Don’t get me wrong. I was one of the few people who was genuinely looking forward to seeing Madame Web after the first trailer dropped in November. It’s still so rare to get superhero movies that have a majority female cast, that I was ready to fight for this movie against all odds. After watching Dakota Johnson’s incredible takes during the Madame Web press tour, however, it seems like this may be a movie that not even the cast is very interested in fighting for.
Johnson’s carefree attitude on the Madame Web press tour isn’t a surprise given her iconic performance on the Ellen DeGeneres show, where the host jokingly asked why she wasn’t invited to Johnson’s birthday party, a big mistake on Ellen’s part. “Actually, no – that’s not the truth, Ellen” has become a meme in its own right, and proved that Johnson will speak her mind regardless of how it might make her look (as she should). If Harrison Ford gets to say whatever he wants during interviews, then so should Johnson.
But that’s not the point. The point is that while Johnson absolutely has the right to speak her truth about what filming Madame Web was like, her comments regarding the film have hilariously overshadowed any goodwill this movie may have had at the start of its marketing push.
In an interview with Entertainment Weekly, Johnson said that filming in front of a blue screen was an “absolutely psychotic” experience. While she trusted the film’s director SJ Clarkson entirely, Johnson said she spent a lot of time thinking, “‘I don’t know if this is going to be good at all! I hope that I did an OK job!’”
And things have only gone more off the rails (in the best possible way) from there. In the week leading up to the film’s release, we’ve gotten more Johnson takes than we know what to do with. When asked who she’d like to see her character Cassandra Webb team up with, she talked about the power sets that would compliment Cassie’s before saying “I don’t know who those heroes are, but I’ll take them.”
She also tore down a Huffington Post question about the infamous line from the trailer that went viral on social media — “He was in the Amazon with my mom when she was researching spiders right before she died” — simply replying that she didn’t understand why people were so obsessed with it. “Why did that go viral? Isn’t any sentence out of context, out context? What a silly thing,” she said flatly. “That seems like a basic storyline to me. Maybe I’m just underneath it.”
While talking to Seth Meyers about what viewers need to know before seeing Madame Web and whether or not it connects to Sony’s Spider-Verse, she said, “You don’t gotta know nothing [to watch this movie], it’s great for America.” And honestly, a “no thoughts, just vibes” movie doesn’t sound that bad right now.
In this same interview with Meyers, Johnson also talked about working with her Gen Z co-stars Sydney Sweeney, Isabela Merced, and Celeste O’Connor, saying, “I love them. And they annoy me,” which is hilarious considering that Gen Z is absolutely one of the major target audiences for this movie (why else would they use Billie Eilish’s “Bury a Friend” in the trailer?). As someone on the Gen Z/Millennial cusp though, I, at least, appreciate Johnson’s honesty (I find us annoying sometimes, too).
On a more serious note, Johnson has also taken the opportunity during this press tour to call out streaming services and the industry at large for not trusting creatives to take risks, saying, “The people who run streaming platforms don’t trust creative people or artists to know what’s going to work, and that is just going to make us implode.” Continuing on, she says, “It’s really heartbreaking. It’s just fucking so hard. It’s so hard to get anything made. All of the stuff I’m interested in making is really different, and it’s unique and it’s very forward in whatever it is.”
Based on everything else Johnson has said in interviews thus far, it doesn’t seem like Madame Web entirely fits into the “different,” “unique,” and “forward” categories she’s actually passionate about, which doesn’t necessarily bode well for the film. Madame Web does appear to be taking some risks, but as Morbius has proved, that’s not always a good thing in the Sony Spider-Verse. Will I still watch this movie? Absolutely. But more so in a “this is a trainwreck and I can’t look away” kind of way, rather than with the genuine excitement I may have had before.
Madame Web opens in theaters on Feb. 14.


#### TASK TO COMPLETE
Line filter on the word "component": copy each matching line from the entries.

DATA SUPPLIED Start Marker

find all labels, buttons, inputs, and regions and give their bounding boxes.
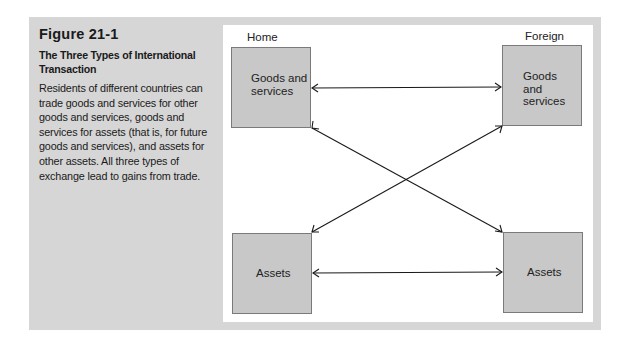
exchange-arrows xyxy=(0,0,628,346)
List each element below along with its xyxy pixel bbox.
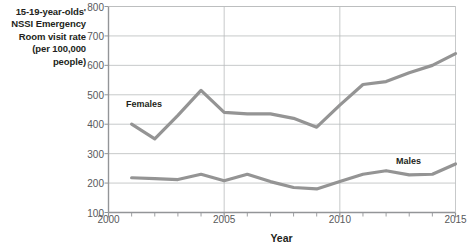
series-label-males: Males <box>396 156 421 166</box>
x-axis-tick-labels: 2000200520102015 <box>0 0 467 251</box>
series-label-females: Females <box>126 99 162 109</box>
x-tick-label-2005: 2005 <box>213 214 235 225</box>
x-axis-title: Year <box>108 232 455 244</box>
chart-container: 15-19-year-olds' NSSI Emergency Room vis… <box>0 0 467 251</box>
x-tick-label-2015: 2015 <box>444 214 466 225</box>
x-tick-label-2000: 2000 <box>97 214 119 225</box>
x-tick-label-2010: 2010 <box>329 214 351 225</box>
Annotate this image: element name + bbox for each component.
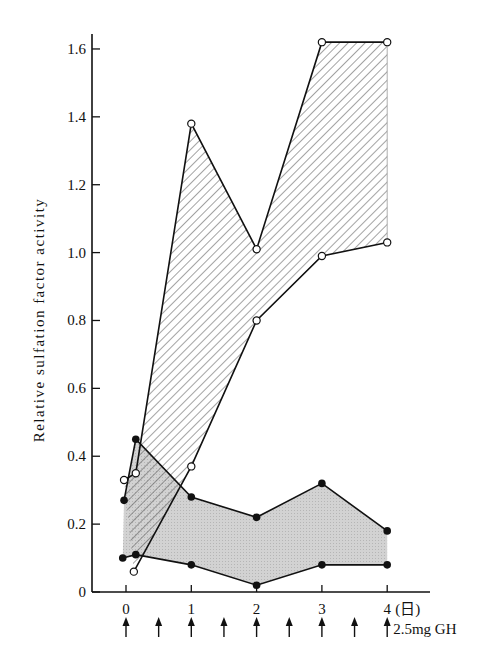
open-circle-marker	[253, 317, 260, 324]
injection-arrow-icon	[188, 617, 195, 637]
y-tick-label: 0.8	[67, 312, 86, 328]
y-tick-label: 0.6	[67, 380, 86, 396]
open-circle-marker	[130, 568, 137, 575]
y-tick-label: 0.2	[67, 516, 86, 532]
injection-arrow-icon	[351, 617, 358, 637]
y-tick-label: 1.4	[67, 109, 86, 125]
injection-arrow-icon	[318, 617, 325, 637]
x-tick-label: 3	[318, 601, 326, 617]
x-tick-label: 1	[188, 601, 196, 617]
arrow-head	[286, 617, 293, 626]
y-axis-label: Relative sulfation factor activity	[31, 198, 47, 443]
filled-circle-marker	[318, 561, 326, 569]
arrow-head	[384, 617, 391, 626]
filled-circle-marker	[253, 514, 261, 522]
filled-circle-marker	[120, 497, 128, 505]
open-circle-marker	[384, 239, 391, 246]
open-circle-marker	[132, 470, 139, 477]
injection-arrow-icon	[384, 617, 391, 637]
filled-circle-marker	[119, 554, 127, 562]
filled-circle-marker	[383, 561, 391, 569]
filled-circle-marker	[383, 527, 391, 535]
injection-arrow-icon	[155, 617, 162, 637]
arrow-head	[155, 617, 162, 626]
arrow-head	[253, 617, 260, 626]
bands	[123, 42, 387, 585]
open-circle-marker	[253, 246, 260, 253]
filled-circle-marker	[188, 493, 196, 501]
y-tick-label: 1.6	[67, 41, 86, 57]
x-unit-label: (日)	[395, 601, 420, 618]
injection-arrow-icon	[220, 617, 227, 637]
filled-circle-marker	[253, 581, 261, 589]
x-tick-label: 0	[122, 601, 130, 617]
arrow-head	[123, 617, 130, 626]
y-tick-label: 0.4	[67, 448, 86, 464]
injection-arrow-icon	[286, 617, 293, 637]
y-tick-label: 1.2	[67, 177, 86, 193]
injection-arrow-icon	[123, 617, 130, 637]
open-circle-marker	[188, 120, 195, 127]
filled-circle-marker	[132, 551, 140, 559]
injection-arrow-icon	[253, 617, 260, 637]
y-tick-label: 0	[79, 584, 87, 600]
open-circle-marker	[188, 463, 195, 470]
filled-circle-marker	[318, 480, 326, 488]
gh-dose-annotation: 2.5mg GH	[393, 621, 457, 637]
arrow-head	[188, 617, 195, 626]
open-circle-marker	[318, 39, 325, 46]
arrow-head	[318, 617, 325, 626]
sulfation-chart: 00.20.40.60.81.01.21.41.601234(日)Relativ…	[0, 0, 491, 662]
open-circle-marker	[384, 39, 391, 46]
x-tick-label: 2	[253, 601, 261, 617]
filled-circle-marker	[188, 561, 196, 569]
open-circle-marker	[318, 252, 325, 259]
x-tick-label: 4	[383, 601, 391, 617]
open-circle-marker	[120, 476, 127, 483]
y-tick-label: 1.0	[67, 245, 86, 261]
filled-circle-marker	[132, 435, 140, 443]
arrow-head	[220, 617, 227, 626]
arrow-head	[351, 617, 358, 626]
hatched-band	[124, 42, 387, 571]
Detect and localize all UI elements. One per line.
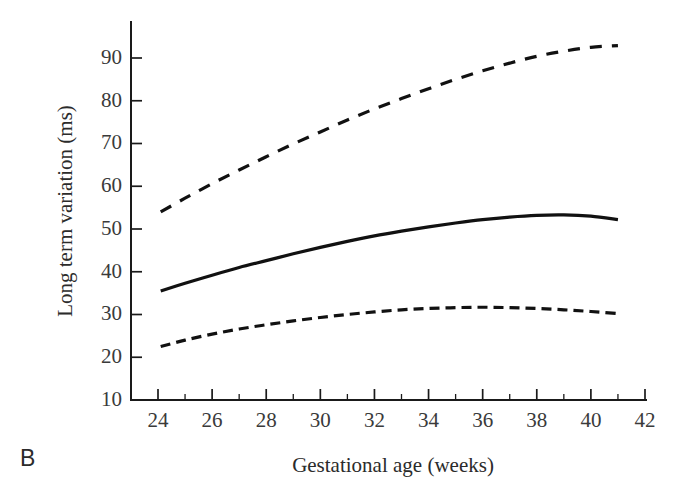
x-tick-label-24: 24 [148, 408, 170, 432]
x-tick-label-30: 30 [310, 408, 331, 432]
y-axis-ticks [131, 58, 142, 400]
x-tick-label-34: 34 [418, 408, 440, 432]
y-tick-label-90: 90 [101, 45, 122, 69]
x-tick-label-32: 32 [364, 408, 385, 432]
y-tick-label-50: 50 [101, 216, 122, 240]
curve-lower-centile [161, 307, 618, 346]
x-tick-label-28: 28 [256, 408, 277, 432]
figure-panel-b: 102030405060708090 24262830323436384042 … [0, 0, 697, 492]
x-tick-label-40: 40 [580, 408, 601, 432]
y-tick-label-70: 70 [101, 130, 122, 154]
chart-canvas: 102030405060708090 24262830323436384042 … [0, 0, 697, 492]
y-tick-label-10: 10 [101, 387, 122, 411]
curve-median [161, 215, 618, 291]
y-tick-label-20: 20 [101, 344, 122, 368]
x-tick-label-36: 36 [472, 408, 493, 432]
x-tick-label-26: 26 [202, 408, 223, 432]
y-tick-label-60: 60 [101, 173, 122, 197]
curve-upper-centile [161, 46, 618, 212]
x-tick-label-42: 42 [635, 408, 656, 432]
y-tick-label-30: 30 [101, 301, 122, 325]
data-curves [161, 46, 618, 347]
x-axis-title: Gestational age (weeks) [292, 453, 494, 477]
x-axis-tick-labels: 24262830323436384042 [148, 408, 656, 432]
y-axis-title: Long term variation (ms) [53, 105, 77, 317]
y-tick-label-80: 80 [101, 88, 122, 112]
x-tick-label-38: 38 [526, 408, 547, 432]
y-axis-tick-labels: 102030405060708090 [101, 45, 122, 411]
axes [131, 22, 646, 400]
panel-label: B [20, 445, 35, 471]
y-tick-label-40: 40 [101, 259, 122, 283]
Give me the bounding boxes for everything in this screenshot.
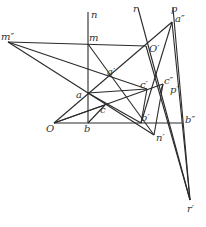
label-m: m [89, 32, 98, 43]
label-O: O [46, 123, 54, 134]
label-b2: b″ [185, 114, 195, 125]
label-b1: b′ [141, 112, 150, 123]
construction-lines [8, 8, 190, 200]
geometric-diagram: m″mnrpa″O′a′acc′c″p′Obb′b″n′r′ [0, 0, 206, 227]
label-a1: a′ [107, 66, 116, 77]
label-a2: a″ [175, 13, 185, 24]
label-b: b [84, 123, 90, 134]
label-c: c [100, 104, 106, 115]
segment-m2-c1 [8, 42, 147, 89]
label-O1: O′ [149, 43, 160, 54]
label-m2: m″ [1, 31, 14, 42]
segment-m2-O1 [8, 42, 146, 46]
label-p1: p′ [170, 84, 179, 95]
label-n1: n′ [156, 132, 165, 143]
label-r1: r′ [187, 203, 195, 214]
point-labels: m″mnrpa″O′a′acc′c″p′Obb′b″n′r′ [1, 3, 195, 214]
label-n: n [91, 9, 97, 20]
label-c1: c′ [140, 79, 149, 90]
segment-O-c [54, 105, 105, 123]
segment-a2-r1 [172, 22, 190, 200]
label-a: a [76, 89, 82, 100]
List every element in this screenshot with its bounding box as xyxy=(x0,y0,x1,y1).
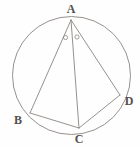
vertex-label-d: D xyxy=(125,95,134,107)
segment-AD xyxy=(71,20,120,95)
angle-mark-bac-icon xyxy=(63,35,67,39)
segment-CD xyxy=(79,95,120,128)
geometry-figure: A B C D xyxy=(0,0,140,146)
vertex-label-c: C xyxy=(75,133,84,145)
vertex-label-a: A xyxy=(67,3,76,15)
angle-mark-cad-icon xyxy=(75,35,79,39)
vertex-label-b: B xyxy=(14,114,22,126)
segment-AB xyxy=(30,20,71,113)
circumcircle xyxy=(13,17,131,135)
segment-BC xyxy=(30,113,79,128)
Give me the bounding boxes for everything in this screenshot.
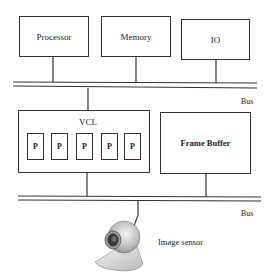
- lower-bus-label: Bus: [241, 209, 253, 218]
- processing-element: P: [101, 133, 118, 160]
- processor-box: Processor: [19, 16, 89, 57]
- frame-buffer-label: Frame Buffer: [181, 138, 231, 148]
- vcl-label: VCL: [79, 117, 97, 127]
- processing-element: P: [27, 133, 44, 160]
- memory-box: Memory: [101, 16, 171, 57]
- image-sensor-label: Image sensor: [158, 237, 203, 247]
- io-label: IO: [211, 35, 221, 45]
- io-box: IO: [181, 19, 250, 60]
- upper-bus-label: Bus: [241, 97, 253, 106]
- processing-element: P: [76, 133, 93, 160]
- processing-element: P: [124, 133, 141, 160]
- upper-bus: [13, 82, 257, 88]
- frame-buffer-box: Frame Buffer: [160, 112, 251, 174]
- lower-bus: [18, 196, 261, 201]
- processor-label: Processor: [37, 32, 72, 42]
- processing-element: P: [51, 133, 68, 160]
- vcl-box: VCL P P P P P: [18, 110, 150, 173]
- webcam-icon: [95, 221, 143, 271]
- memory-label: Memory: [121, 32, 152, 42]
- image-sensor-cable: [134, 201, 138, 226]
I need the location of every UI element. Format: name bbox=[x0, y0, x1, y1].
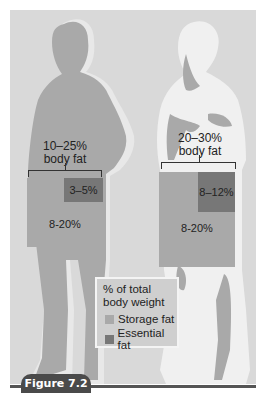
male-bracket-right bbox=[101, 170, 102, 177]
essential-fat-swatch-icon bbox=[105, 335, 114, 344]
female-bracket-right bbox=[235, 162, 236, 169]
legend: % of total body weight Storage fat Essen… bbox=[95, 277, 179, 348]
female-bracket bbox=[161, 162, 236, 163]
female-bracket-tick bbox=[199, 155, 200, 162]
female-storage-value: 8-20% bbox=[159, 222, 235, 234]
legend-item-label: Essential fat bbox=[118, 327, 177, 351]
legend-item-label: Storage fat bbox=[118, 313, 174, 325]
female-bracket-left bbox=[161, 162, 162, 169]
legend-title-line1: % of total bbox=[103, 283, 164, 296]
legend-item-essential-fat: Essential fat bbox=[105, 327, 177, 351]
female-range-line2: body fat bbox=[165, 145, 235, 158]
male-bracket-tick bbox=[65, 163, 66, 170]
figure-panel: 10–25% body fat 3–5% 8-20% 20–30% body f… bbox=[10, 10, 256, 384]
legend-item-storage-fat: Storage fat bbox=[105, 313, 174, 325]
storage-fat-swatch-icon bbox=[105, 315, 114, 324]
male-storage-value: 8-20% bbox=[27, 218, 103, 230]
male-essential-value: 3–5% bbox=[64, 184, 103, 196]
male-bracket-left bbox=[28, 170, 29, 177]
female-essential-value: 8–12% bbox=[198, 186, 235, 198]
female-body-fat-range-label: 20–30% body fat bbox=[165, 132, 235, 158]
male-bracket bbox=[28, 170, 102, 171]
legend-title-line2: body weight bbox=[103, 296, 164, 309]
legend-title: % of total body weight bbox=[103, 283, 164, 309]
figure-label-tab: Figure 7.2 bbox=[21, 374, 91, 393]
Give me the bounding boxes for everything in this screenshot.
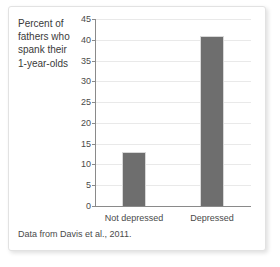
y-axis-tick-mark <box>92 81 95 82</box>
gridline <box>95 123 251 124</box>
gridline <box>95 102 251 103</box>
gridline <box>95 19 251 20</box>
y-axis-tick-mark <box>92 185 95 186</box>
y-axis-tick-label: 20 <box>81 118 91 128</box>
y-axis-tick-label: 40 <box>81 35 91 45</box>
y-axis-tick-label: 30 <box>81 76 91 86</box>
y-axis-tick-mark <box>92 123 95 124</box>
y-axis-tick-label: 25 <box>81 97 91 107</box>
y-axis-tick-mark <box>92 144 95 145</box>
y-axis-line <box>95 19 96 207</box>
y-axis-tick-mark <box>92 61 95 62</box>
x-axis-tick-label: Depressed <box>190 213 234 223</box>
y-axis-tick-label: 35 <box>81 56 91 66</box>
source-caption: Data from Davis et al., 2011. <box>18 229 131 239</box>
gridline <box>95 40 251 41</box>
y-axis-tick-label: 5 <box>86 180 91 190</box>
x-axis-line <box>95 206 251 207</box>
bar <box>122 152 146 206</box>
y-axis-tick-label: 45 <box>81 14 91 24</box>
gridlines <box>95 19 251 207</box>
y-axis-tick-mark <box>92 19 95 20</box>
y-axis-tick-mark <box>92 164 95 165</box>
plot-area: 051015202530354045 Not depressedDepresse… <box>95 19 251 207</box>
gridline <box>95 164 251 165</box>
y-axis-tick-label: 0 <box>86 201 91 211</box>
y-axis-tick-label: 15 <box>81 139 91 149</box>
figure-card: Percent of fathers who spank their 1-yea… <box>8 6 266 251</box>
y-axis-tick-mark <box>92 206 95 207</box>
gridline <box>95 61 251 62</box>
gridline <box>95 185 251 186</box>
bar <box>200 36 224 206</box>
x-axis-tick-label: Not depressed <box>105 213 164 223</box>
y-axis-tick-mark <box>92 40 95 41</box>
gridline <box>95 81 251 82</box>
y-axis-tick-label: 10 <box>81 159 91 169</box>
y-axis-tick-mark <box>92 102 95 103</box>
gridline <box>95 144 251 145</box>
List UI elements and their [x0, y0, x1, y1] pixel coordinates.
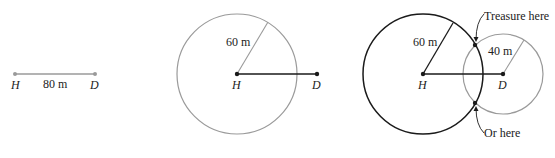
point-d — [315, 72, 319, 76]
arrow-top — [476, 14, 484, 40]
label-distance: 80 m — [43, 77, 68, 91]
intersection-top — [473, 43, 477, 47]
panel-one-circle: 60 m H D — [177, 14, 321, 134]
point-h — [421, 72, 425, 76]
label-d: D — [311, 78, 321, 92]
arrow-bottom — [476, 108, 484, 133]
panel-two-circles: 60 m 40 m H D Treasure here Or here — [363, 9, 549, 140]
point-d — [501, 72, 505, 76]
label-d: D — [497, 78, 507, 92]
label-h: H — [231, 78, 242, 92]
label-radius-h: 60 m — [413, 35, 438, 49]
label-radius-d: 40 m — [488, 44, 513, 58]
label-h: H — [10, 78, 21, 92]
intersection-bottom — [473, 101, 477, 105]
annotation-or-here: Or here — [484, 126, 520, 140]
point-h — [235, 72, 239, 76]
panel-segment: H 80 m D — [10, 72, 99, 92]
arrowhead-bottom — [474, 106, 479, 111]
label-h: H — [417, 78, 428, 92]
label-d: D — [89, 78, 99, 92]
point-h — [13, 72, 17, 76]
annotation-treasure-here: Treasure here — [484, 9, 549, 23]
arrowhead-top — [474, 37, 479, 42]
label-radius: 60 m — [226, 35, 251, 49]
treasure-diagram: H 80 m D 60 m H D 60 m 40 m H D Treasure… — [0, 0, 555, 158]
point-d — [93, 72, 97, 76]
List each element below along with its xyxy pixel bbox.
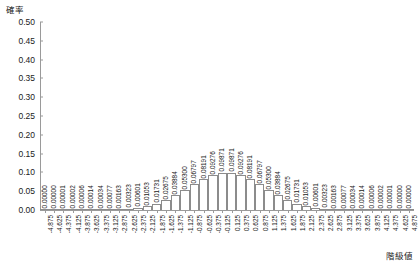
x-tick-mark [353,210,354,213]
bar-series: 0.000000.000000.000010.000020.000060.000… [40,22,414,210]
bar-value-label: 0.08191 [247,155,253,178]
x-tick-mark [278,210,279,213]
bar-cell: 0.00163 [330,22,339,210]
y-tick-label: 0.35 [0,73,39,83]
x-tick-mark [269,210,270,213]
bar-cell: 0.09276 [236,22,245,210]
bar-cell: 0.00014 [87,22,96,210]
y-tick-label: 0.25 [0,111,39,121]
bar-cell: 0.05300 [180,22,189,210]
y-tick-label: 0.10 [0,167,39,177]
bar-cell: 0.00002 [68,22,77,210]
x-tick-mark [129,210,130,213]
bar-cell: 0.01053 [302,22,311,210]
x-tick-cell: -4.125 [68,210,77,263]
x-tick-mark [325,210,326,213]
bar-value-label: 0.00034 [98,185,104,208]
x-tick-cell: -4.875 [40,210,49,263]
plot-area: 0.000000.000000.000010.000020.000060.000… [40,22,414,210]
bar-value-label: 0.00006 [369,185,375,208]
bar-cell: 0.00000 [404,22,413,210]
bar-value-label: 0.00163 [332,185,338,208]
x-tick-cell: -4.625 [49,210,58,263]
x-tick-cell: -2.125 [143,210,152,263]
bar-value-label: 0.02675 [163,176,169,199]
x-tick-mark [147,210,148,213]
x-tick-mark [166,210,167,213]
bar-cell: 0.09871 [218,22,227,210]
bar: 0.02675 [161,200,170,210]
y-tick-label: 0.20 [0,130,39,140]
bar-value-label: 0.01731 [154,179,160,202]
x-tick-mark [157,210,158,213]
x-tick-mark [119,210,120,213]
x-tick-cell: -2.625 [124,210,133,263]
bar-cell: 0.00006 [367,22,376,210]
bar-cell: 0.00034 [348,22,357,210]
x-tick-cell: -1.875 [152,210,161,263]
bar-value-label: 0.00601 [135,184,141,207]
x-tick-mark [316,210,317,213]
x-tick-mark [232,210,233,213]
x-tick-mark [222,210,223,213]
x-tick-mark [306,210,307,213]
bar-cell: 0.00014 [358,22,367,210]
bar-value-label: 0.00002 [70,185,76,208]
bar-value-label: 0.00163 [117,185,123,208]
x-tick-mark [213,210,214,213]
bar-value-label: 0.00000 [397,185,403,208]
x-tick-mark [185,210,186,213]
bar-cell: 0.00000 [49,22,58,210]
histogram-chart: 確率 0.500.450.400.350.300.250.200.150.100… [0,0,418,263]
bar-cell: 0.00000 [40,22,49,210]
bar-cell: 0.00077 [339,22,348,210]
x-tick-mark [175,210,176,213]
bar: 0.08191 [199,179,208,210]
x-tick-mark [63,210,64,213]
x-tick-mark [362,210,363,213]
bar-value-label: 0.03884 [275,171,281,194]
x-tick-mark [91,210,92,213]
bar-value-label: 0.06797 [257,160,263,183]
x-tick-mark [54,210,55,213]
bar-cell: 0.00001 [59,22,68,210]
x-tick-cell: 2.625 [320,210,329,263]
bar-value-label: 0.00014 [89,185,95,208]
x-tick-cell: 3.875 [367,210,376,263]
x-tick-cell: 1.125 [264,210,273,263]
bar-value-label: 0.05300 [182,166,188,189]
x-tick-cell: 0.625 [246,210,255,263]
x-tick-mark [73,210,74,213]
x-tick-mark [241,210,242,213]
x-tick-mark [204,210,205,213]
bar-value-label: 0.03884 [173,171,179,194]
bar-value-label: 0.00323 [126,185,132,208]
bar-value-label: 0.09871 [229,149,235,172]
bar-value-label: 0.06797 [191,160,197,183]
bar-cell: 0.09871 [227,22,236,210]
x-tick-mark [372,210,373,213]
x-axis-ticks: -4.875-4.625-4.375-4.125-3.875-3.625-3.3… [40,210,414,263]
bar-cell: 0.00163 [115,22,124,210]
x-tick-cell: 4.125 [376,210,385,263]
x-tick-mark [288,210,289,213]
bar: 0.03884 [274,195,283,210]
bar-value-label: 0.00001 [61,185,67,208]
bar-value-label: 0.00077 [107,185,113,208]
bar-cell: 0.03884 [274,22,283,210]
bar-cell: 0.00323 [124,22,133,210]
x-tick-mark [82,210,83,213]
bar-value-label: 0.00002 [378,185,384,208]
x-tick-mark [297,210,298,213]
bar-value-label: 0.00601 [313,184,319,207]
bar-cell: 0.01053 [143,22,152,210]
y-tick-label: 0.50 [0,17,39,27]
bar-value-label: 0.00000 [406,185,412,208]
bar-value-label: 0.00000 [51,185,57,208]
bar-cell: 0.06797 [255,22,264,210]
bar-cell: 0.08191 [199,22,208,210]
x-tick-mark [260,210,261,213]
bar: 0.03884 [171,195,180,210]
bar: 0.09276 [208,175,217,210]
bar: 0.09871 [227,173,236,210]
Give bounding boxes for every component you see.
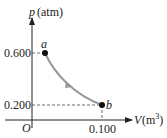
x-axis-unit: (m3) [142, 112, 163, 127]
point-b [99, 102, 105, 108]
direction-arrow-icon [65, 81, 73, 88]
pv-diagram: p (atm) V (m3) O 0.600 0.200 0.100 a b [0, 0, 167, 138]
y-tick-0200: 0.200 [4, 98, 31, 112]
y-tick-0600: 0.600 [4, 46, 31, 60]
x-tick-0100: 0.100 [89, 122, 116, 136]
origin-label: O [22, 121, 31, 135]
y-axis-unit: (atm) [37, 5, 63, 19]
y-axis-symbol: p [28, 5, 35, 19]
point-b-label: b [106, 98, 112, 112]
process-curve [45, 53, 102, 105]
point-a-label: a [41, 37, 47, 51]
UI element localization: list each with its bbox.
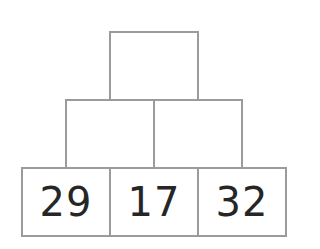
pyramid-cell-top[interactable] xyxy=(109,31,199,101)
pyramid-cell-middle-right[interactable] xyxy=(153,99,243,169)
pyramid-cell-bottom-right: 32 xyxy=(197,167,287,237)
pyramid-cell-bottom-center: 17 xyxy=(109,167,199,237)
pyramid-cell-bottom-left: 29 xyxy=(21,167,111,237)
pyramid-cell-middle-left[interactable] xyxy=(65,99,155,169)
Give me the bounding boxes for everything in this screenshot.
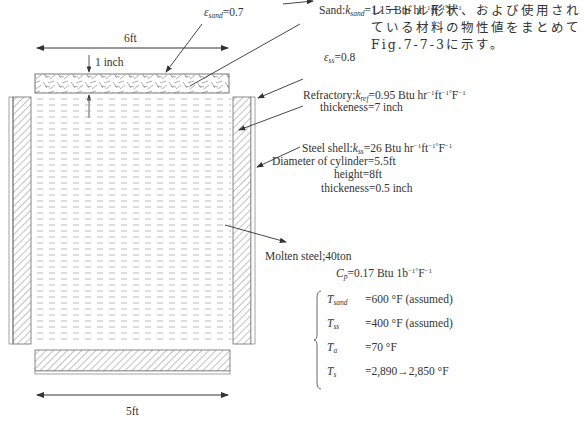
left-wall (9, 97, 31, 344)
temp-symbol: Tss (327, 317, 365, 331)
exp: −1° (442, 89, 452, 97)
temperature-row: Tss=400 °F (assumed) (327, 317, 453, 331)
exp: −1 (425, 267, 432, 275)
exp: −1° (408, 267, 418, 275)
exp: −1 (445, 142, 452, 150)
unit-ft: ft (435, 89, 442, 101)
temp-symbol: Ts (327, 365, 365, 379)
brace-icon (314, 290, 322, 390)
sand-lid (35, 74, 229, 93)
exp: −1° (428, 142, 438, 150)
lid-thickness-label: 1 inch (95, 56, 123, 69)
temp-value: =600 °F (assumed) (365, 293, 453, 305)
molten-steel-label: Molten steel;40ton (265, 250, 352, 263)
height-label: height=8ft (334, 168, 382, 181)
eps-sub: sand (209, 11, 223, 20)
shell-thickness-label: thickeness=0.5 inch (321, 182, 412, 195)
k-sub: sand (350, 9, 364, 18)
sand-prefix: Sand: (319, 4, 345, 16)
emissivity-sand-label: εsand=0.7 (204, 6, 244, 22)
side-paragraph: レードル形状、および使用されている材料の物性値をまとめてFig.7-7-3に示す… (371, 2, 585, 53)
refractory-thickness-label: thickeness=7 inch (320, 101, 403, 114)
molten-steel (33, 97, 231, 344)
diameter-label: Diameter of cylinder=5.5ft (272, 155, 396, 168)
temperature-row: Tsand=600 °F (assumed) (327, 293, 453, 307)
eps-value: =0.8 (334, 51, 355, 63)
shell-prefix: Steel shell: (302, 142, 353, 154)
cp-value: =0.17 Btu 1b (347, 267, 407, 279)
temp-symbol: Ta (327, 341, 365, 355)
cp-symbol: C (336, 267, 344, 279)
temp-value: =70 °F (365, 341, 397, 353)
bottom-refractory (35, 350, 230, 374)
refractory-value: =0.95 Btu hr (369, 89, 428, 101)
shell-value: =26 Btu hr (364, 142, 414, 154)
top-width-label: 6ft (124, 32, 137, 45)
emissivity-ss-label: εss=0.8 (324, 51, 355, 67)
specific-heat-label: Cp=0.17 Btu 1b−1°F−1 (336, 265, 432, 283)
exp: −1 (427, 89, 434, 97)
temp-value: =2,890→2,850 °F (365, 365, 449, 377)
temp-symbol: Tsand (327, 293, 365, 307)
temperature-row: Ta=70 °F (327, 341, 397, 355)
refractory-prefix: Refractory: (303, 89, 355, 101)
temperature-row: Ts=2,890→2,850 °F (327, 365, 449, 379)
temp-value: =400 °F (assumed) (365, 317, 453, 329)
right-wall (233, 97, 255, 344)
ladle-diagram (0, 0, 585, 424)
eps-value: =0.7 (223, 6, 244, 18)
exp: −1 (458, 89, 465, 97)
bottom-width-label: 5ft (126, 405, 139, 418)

DATA SUPPLIED End Marker

#### ANSWER BELOW
Annotate this image: element name + bbox for each component.
Give bounding boxes for every component you see.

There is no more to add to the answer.